If the 2024 election were held today, it might go to an aspiring authoritarian who spent part of a weekend campaign rally waxing fondly about fictional cannibal Hannibal Lecter. According to a new set of New York Times/Siena surveys, one of which was conducted with the Philadelphia Inquirer, Donald Trump leads Joe Biden in Pennsylvania, Michigan, Georgia, Arizona, and Nevada. Biden is also losing support among younger and nonwhite voters, voting demographics that formed a crucial component of his winning coalition four years ago. According to the polls, the president leads Trump in only one of six battlegrounds—Wisconsin. Biden’s standing improves when the polling is narrowed to likely voters. If he prevails in Pennsylvania, Wisconsin, and Michigan—all of which are within the margin of error—he would likely win reelection. But his numbers look especially grim in the Sun Belt, where the surveys have him behind Trump by seven points in Arizona, by ten points in Georgia, and by a whopping 12 points in Nevada, which Democrats haven’t lost in 20 years.
The normal caveats apply: Polls are only snapshots—and are often blurry. And while the political world has already pivoted to general election mode, it may be too early for much of the general electorate to have tuned in: “The reality is that many voters are not paying close attention to the election and have not started making up their minds,” as Democratic pollster Geoff Garin put it to the Guardian.
Meanwhile, Trump, whose presidency was a deluge of chaos and disaster, is running on an even more authoritarian agenda this time around, is currently on trial for allegedly falsifying business records for political gain, and is acting somehow even more bizarrely and unbalanced than before. So, the concern, of course, is that all this work Biden is doing—both on the campaign trail and in the Oval Office, where he has notched a number of significant policy accomplishments that have eluded his predecessors—hasn’t seemed to be reflected at this point in polls.
Some of this seems to reflect the anger among segments of the Democratic coalition over Biden’s handling of the Israel-Hamas War. But the new polling also suggests that some dissatisfaction may run deeper than a single policy dispute with the president: Though a majority in the Times’ polling still said they preferred a candidate who would “bring politics in Washington back to normal,” an even larger majority—close to 70 percent of respondents—said the country’s economic and political systems needed major reform or even to be “torn down entirely.” To an electorate looking for a wrecking ball, Trump’s chaos and nascent authoritarianism may seem like an asset.

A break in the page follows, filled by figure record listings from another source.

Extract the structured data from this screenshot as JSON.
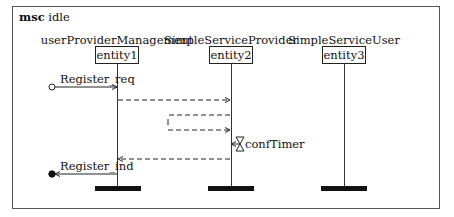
{
  "diagram": {
    "type": "message-sequence-chart",
    "title_keyword": "msc",
    "title_name": "idle",
    "entities": [
      {
        "name": "userProviderManagement",
        "instance": "entity1"
      },
      {
        "name": "SimpleServiceProvider",
        "instance": "entity2"
      },
      {
        "name": "SimpleServiceUser",
        "instance": "entity3"
      }
    ],
    "messages": [
      {
        "label": "Register_req",
        "from": "environment",
        "to": "entity1",
        "style": "solid"
      },
      {
        "label": "",
        "from": "entity1",
        "to": "entity2",
        "style": "dashed"
      },
      {
        "label": "",
        "from": "entity2",
        "to": "entity2",
        "style": "dashed-self-loop"
      },
      {
        "label": "",
        "from": "entity2",
        "to": "entity1",
        "style": "dashed"
      },
      {
        "label": "Register_ind",
        "from": "entity1",
        "to": "environment",
        "style": "solid"
      }
    ],
    "timer": {
      "label": "confTimer",
      "on": "entity2"
    }
  }
}
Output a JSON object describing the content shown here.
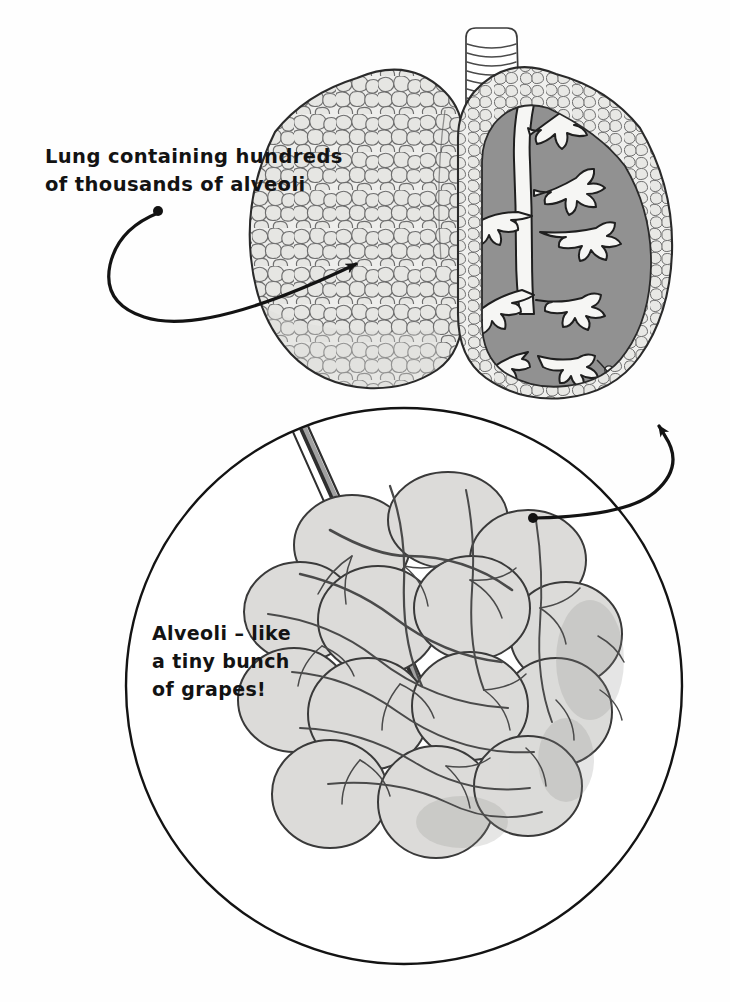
{
  "illustration": {
    "title": "Lungs and alveoli cutaway illustration",
    "style": "hand-drawn black and white anatomical diagram",
    "background_color": "#fefefe",
    "ink_color": "#131313"
  },
  "annotations": [
    {
      "id": "lung-label",
      "name": "lung-callout",
      "lines": [
        "Lung containing hundreds",
        "of thousands of alveoli"
      ],
      "line1": "Lung containing hundreds",
      "line2": "of thousands of alveoli",
      "text_x": 45,
      "text_y": 163,
      "dot": {
        "x": 158,
        "y": 211
      },
      "arrow_tip": {
        "x": 362,
        "y": 264
      }
    },
    {
      "id": "alveoli-label",
      "name": "alveoli-callout",
      "lines": [
        "Alveoli – like",
        "a tiny bunch",
        "of grapes!"
      ],
      "line1": "Alveoli – like",
      "line2": "a tiny bunch",
      "line3": "of grapes!",
      "text_x": 152,
      "text_y": 640,
      "dot": {
        "x": 533,
        "y": 518
      },
      "arrow_tip": {
        "x": 662,
        "y": 411
      }
    }
  ],
  "parts": {
    "trachea": {
      "label": "trachea",
      "rings": 22,
      "fill": "#ffffff",
      "stroke": "#3b3b3b"
    },
    "left_lung": {
      "label": "left lung with alveolar cobblestone texture",
      "fill": "#e9e9e7",
      "cell_stroke": "#6e6e6e",
      "outline": "#2a2a2a"
    },
    "right_lung": {
      "label": "right lung cutaway showing bronchial tree",
      "rim_fill": "#ededeb",
      "interior_fill": "#8e8e8e",
      "bronchi_fill": "#f7f7f5",
      "outline": "#2a2a2a"
    },
    "magnifier_circle": {
      "label": "magnification circle of alveolar sac cluster",
      "cx": 404,
      "cy": 686,
      "r": 279,
      "stroke": "#131313",
      "fill": "#ffffff"
    },
    "alveolar_cluster": {
      "label": "alveolar sacs like a bunch of grapes",
      "sac_fill": "#dcdbd9",
      "sac_stroke": "#3a3a3a",
      "capillary_color": "#4a4a4a",
      "bronchiole_color": "#2f2f2f"
    }
  },
  "colors": {
    "ink": "#131313",
    "light_gray": "#e9e9e7",
    "mid_gray": "#8e8e8e",
    "sac_gray": "#dcdbd9",
    "outline_gray": "#6e6e6e"
  }
}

Is that really the electorate, though? Biden subscribes to a more optimistic view—that the public is too decent and normal to elect Trump again and that his strong primary performances compared with Trump mean more than some imperfect polls. “I know a lot of people like to look at the polls,” the president said at a campaign function in Washington state on Saturday. “But I look at the actual votes.”